Going Under (Wildfire Lake 2) - Page 53

She taps through the pictures while describing the various attributes I don’t fully understand. The boat is what I think of when someone says sailboat. It’s sleek and sexy, but still holds just the right amount of charm, with teak finishes and custom sails.

I look at the price tag. “Holy shit. I didn’t realize they were that expensive.”

“Oh, this isn’t expensive. This is a well-kept ten-year-old boat.”

“Damn, that’s small. I mean, I knew they weren’t big, but, yeah, there’s really only room for one person.”

She laughs. “It’s only small to someone living in a thirty-eight-hundred-square-foot house. Spacewise, it’s really only a little smaller than this.”

She indicates the boat we’re on, and for the first time I really take a look around. Everything has a place. All kinds of compartments are tucked everywhere. Regular items double as something else—the living room futon turns into a bed, the stovetop turns into a cutting board.

“Thinking about you and me on something that size,” I say, indicating the sailboat, “is heaven. Thinking about you, me, and three girls on something that size is just this side of hell.”

She laughs. “I agree, which is why I started looking at cats.”

“Cats?”

“Catamarans.”

I know even less about catamarans than I do about sailboats, and I’m feeling a bit overwhelmed.

She flips through pages, finds a catamaran the same age as the sailboat she gazed dreamily at, and pulls up the listing.

“Shit, it’s even more expensive,” I say.

“Only by forty or fifty grand.”

“Are you secretly filthy rich?” I only half tease.

“It’s going to be my house,” she says. “My only major expense.”

Okay, that’s fair. “True. Why is this more?”

“It’s a lot bigger, inside and out.” She flips through the pictures. “Four separate bedrooms in two separate hulls for lots of privacy, and big windows letting in lots of light. Two full heads—bathrooms—with standing showers. A real living room surrounded by windows, so you have views inside and outside the boat, bigger kitchen and dining table, storage spaces tucked in everywhere.”

There are people in these photos, so I get a better idea of scale, and I breathe easier. Small, sure, but not impossible.

“And a huge deck all around the boat, fore and aft. Big swim deck off the back, lots of covered or uncovered lounge seating and drop-away tables, and tons of storage for gear and tools.”

“I like this,” I say.

“I thought you would.”

“Why would you choose the sailboat you showed me over the catamaran?”

“It’s less expensive and this is more room than I need for myself, but that’s not the main reason. A catamaran is a smoother, more stable ride. I love the feel of a boat heeling in the wind.” She taps through some images on Google and brings up one where a sailboat is tipped so far over, the sail is almost parallel with the sea. And she’s grinning from ear to ear. “There is nothing like the rush of a good wind to feel the power of Mother Nature. Someday, I’d love to take you out in a single hull and show you.” Her excitement quiets, and she gives me a one-shouldered shrug. “But I’ll let you get used to basic sailing first.”

“Kind of you,” I tease.

There’s no doubt my heart is beating faster. My skin is tingling. Just the thought of this possibility has opened my view of the future from thirty degrees to two hundred and seventy degrees. That shift in vision makes me realize how every one of my past choices has tightened the scope of my life another ten degrees, until all I can see in front of me is a narrow view showing me only one path—the traditional path I have to take to get three little girls into adulthood without a mother. After that, coaching them through college. Then navigating husbands and grandkids and retirement.

Kat’s view shows me freedom and excitement and lifelong learning and travel. Just by Kat being Kat, she’s shown me things I’ve never even considered possible, let alone dreamt of.

Now I wonder if including me and the kids is limiting everything she’s always wanted. “What about your dream sailboat? Wouldn’t you be missing out on that thrill?”

She rolls up on her side and smiles at me. “In reality, cats are actually faster than sailboats, so there will be plenty of thrills. As for the excitement I’ll lose from heeling, you and the girls will make up for it tenfold.”

My heart skips. It skips so often, I consider she’s given me an arrhythmia. “Maybe I can cover the extra cost.”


■ What the exercise asks:
Reproduce precisely the lines of the material below from the line containing "Given a 1024w" up to and including its last line. Pictures must not be copied.

---------- Data for the task

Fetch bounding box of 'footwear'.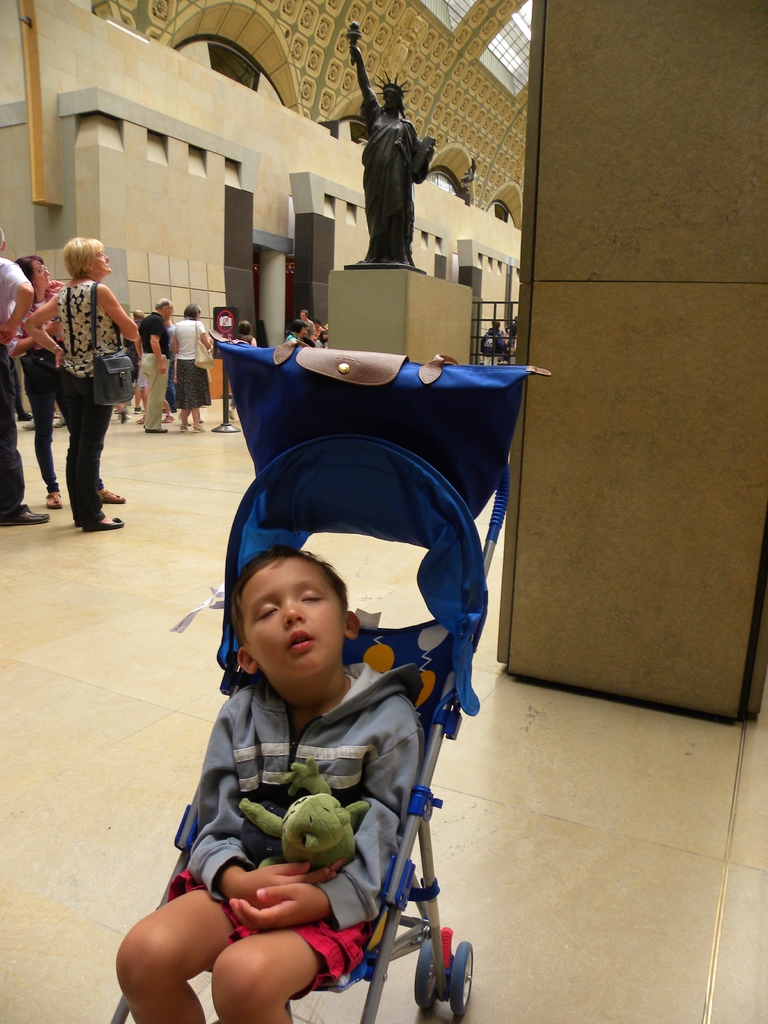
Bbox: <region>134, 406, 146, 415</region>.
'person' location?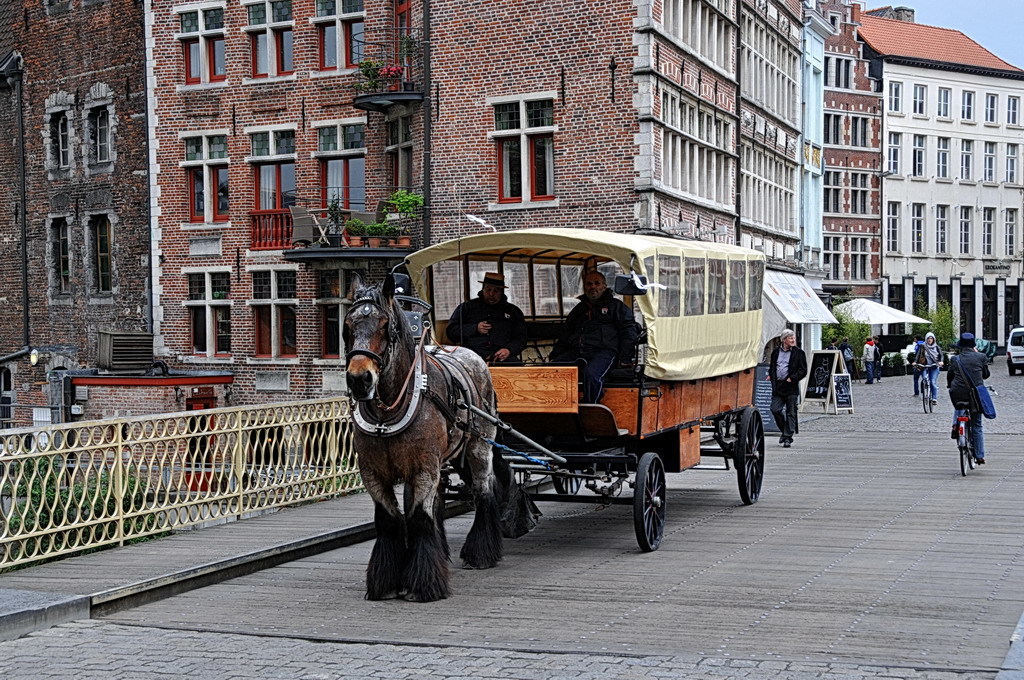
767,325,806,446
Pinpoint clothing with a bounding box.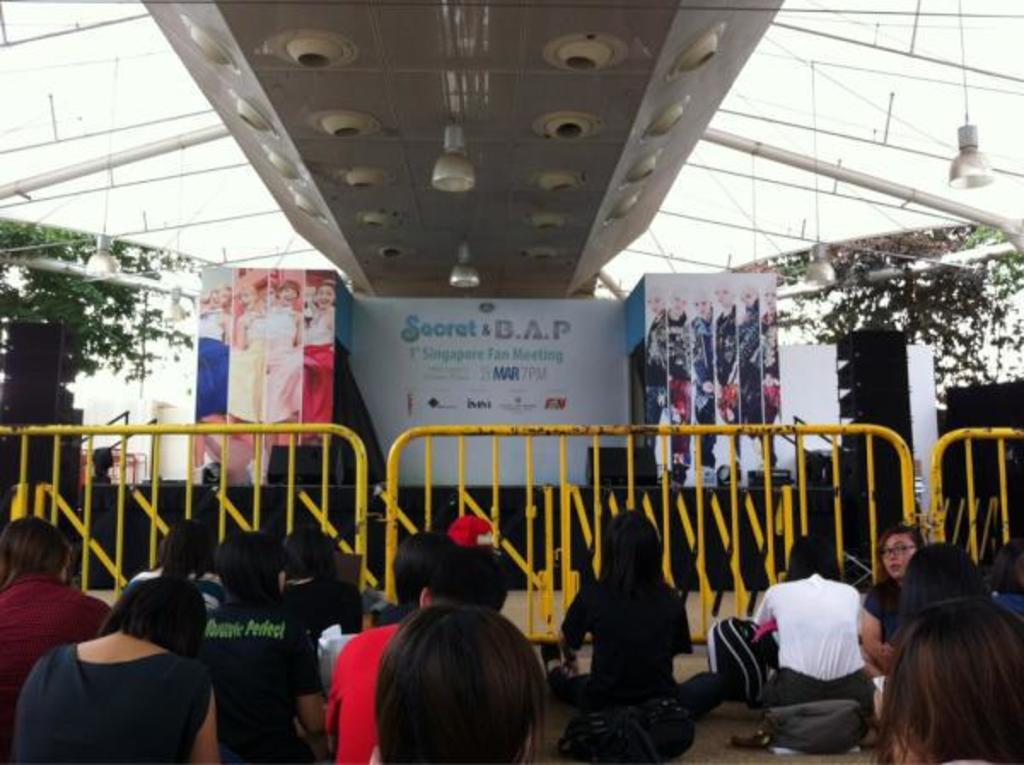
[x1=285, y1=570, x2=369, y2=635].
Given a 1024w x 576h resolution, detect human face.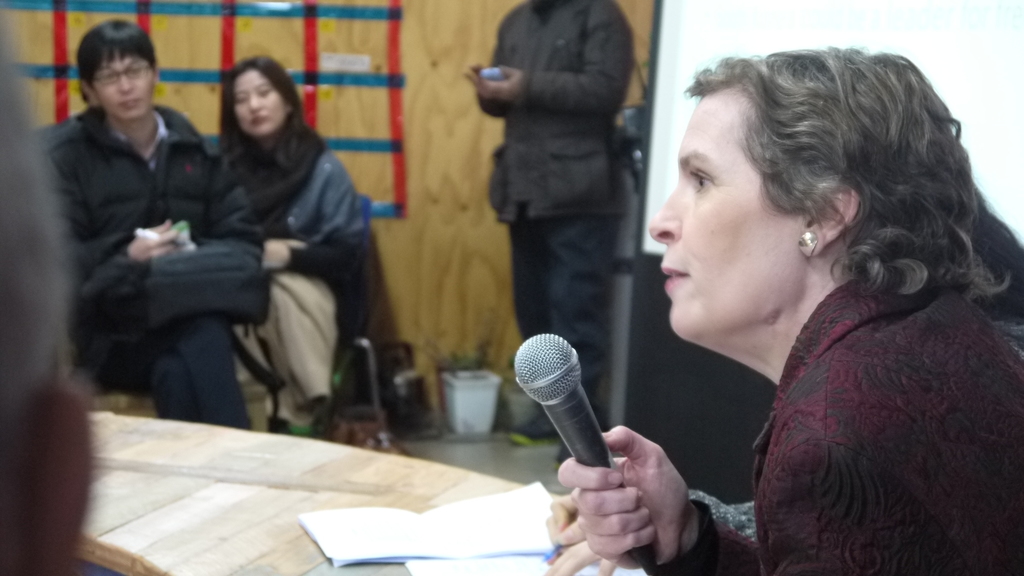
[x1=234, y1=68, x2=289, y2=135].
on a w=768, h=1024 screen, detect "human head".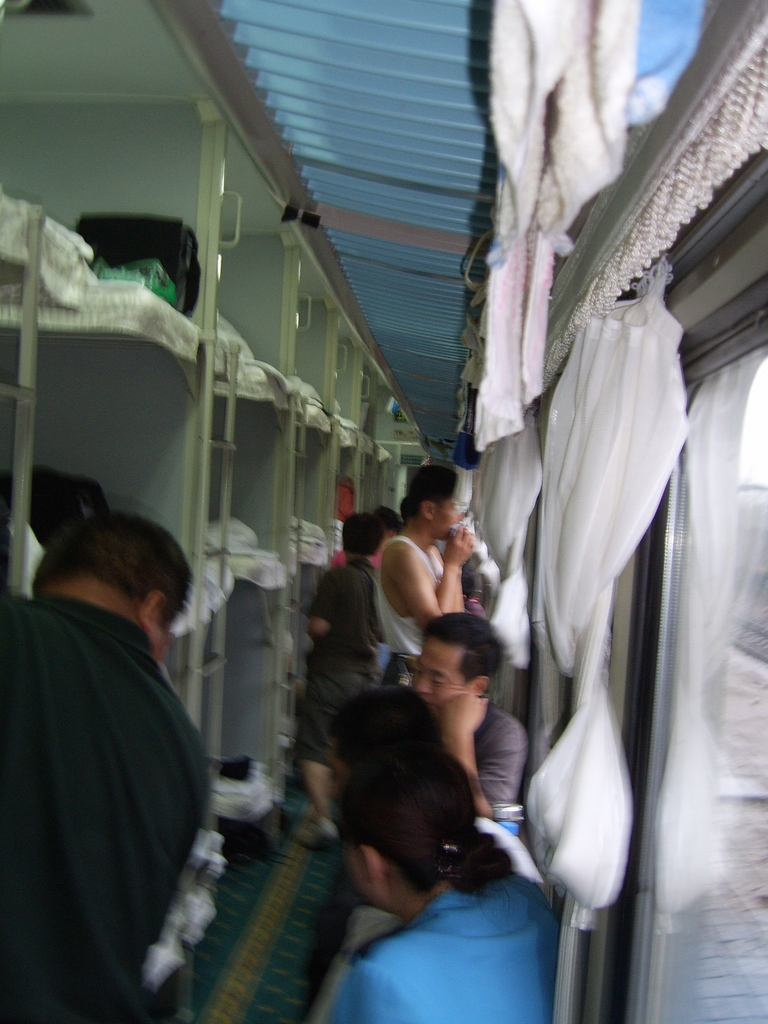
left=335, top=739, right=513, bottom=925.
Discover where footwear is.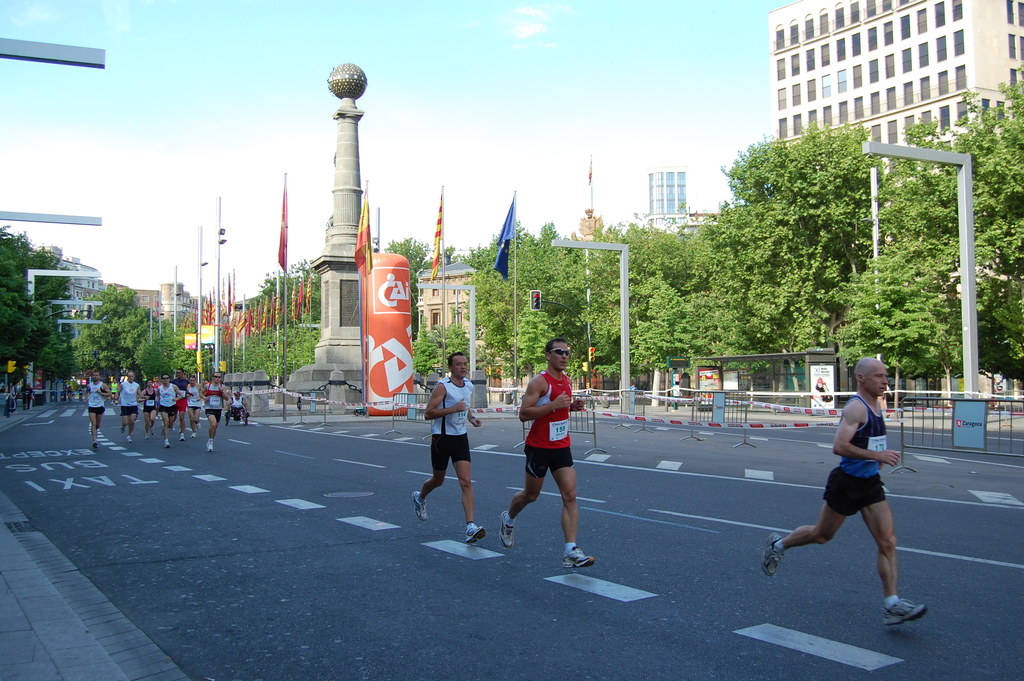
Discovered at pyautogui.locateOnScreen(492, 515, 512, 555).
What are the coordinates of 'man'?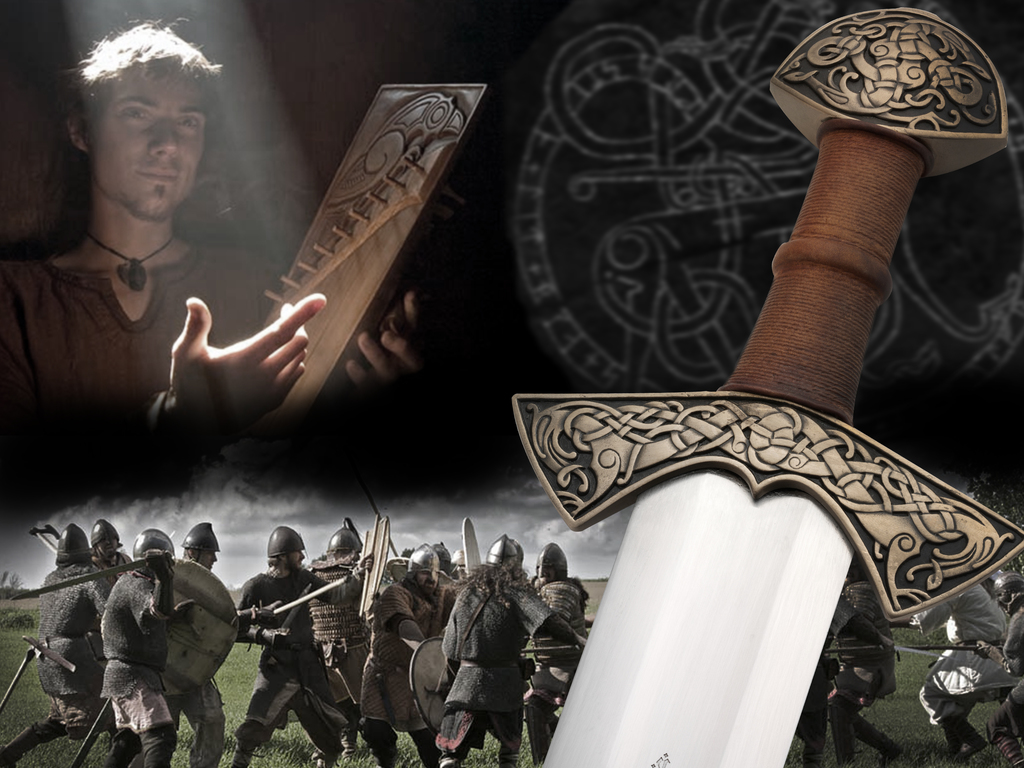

--------------------

■ Output for this task:
Given a 1024w x 576h resolution, detect human face.
[x1=234, y1=68, x2=289, y2=135].
on a w=768, h=1024 screen, detect "human head".
left=335, top=739, right=513, bottom=925.
Discover where footwear is.
Discovered at pyautogui.locateOnScreen(492, 515, 512, 555).
What are the coordinates of 'man'?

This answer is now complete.